Nonprofit donor communications guru Tom Ahern spends a great deal of his time writing, reviewing, editing and teaching about written communications. His suggestions and guidelines are outstanding, to say the least.

One of Tom’s most important guidelines and my personal favorite is what he affectionately refers to as the “You Test.”

The “You Test” is based upon the basic premise of reviewing the pronouns used and seeing how many of them are about the donor (or prospective donor) rather than yourself or your organization (you’s vs. we’s and us’s). Tom’s rule for the “You Test” is that there should be at least twice as many you’s as there are we’s in any document, email or newsletter.

The use of those pronouns allows the emphasis to be placed in the proper place. The message and the feeling conveyed by doing this is that the donor is the center of all that is happening.
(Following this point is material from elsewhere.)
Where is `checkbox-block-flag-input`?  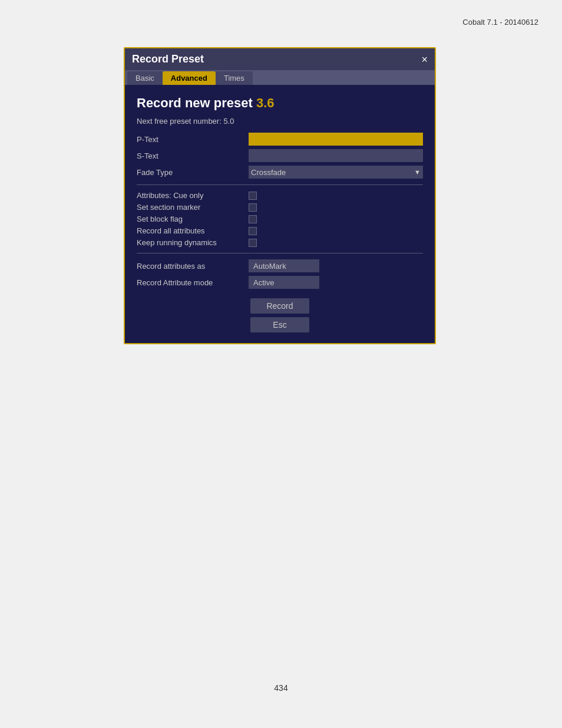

Their funding is what truly drives the mission of any organization because without those donor dollars the entire engine of most charities grinds to a halt.

Why only use the You Test on written communications?

After a speech a few months ago where this key concept of the “You Test” was presented, several of the attendees raised their hands to ask me why this would not also be the case in phone calls and face to face meetings. During the question and answer period they shared just how different the donor and prospect meetings/calls unfolded when the focus remained steadfast on the person they were talking to.

This made total sense to me and everyone else in attendance at that particular session of the fundraising conference. Keeping the attention on what the donor or prospective donor believes in and cares about makes it so much easier to illustrate what that care can translate to in the way of financial support. It allows those beliefs to literally spring to life in a very meaningful manner.

In addition, the conversations seem to flow and flow. I think back to the major gift conversations I have been on both sides of; the ones where the potential donor was the focus of the conversation always were much deeper. We often explored emotional reasons on why the mission of the nonprofit was important to them. Those emotional reasons, more times than not, lead to major gifts, which could make an impact on the project they loved.

Lesson learned

From that day, during the presentation where the above comments were made going forward, I have shared those strong beliefs regarding Tom’s “You Test” in every other speech and presentation I have been part of.

Try the test yourself. If there are two people from your organization meeting with a donor or prospective donor have one of you keep track to see if you truly did spend twice as much time talking about the person you are meeting with than yourself or your organization.

I bet you will like the results if you did!